Strana 304 - ... it would be a dangerous delusion were a confidence in the men of our choice to silence our fears for the safety of our rights ; that confidence is everywhere the parent of despotism; free government is founded in jealousy, and not in confidence ; it is jealousy, and not confidence, which prescribes limited constitutions to bind down those whom we are obliged to trust with power...
Strana 305 - In questions of power, then, let no more be heard of confidence in man, but bind him down from mischief by the chains of the Constitution.
Strana 75 - In place of that noble love of liberty and republican government, which carried us triumphantly through the war, an Anglican monarchical and aristocratical party has sprung up, whose avowed object is to draw over us the substance, as they have already done the forms of the British government.
Strana 300 - Union for specified national purposes, and particularly for those specified in their late Federal Compact, to be friendly to the peace, happiness, and prosperity of all the States : that faithful to that compact, according to the plain intent and meaning in which it was understood and acceded to by the several parties, it is sincerely anxious for its preservation: that it does also believe, that to take from the States all the powers of self-government, and transfer them to a general and consolidated...
Strana 304 - Constitution has accordingly fixed the limits to which and no further our confidence may go; and let the honest advocate of confidence read the Alien and Sedition acts, and say if the Constitution has not been wise in fixing limits to the Government it created, and whether we should be wise in destroying those limits? Let him say what the Government is if it be not a tyranny, which the men of our choice have conferred...

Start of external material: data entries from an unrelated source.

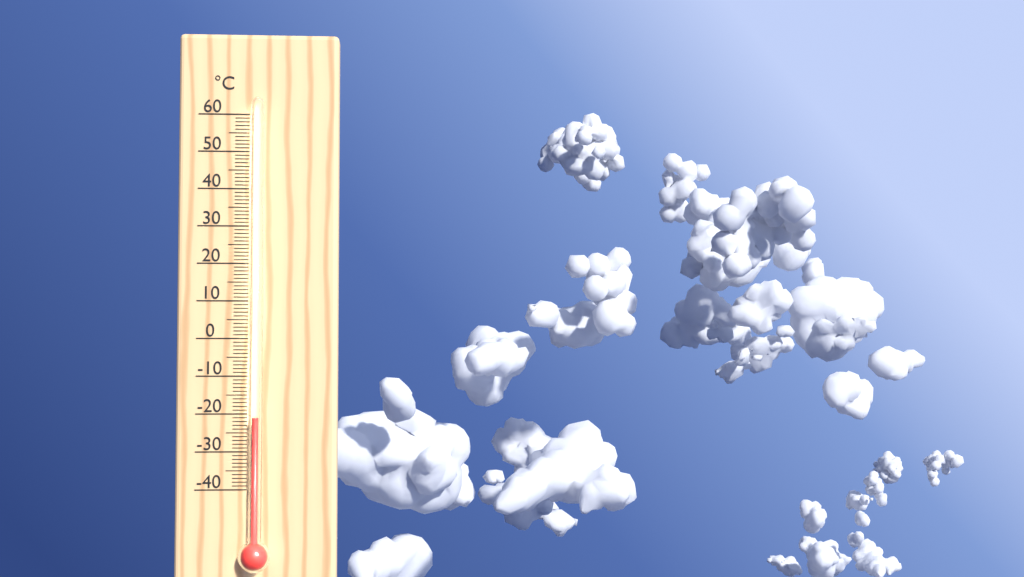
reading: -21 °C
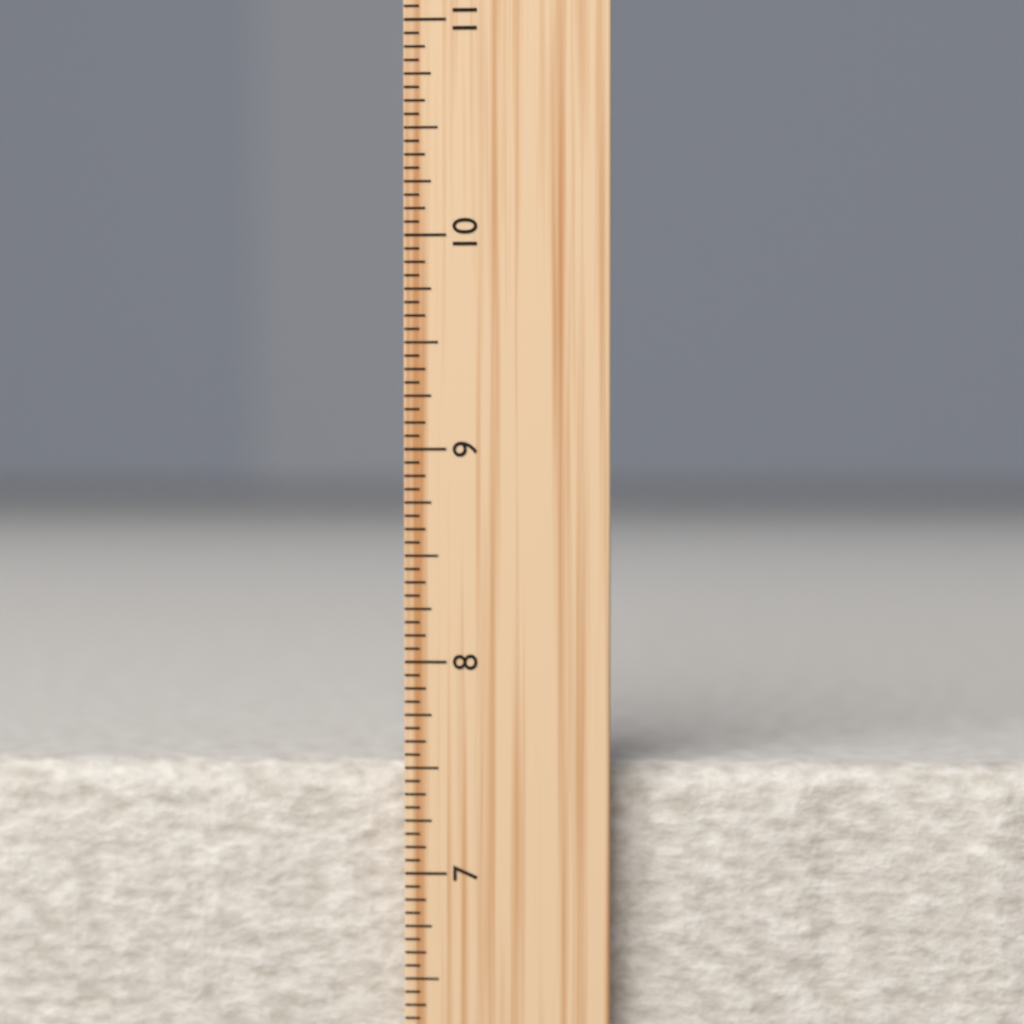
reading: 7.5000 inch
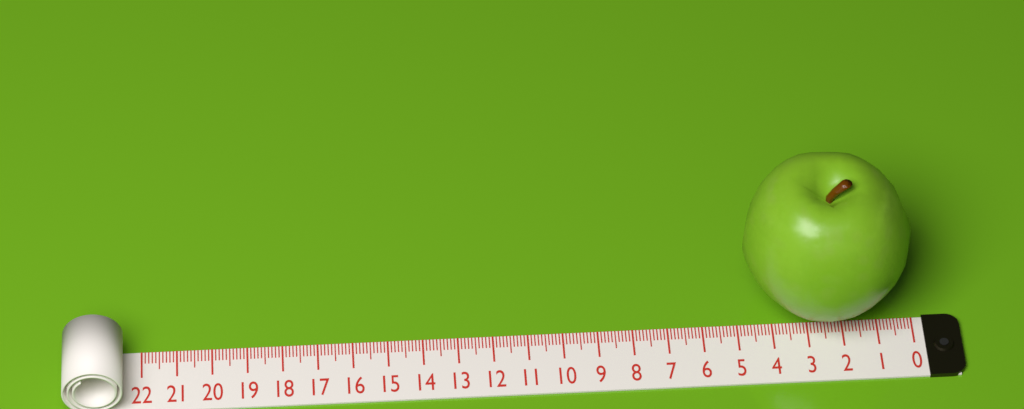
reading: 4.8 (no unit)
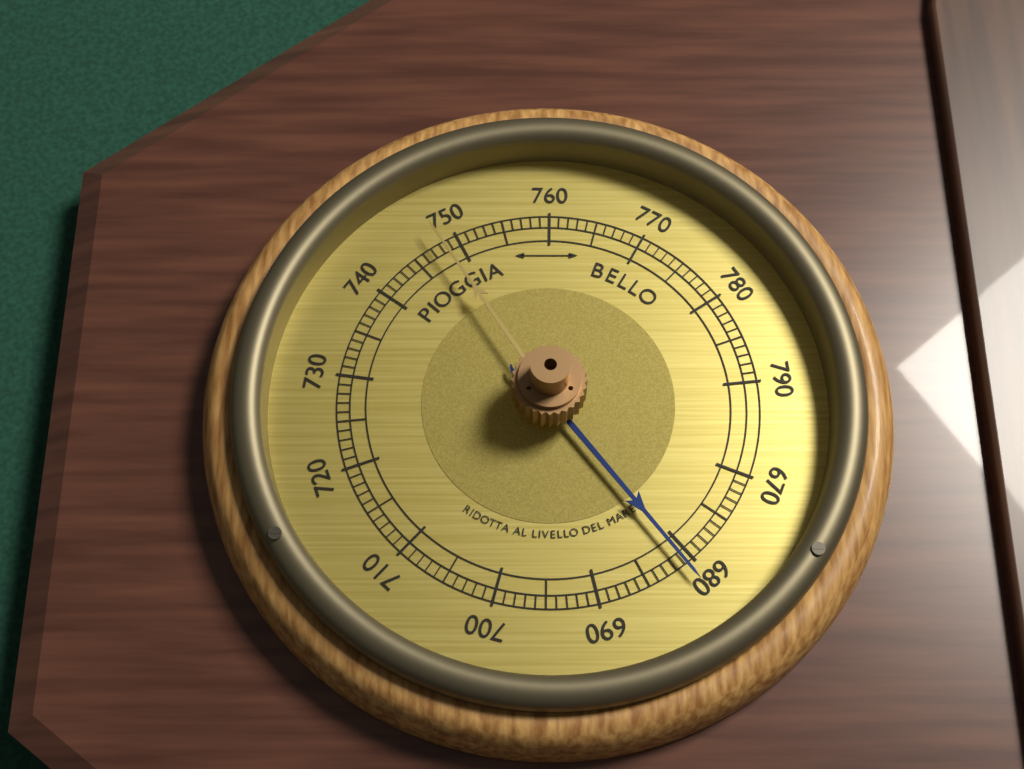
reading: 681 (no unit)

Strana 297 - An Act concerning aliens," is contrary to the Constitution, one amendment to which has provided that "no person shall be deprived of liberty without due process of law...
Strana 295 - ... thereby guarding in the same sentence, and under the same words, the freedom of religion, of speech, and of the press, insomuch, that whatever violates either, throws down the sanctuary which covers the others, and that libels, falsehoods, and defamation, equally with heresy and false religion, are withheld from the cognizance of federal tribunals.
Strana 460 - I have sworn upon the altar of God, eternal hostility against every form of tyranny over the mind of man.
Strana 68 - On the precedent now to be set will depend the future construction of our constitution, and whether the powers of legislation shall be transferred from the President, Senate, and House of Representatives, to the President and Senate, and Piamingo, or any other Indian, Algerine, or other chief.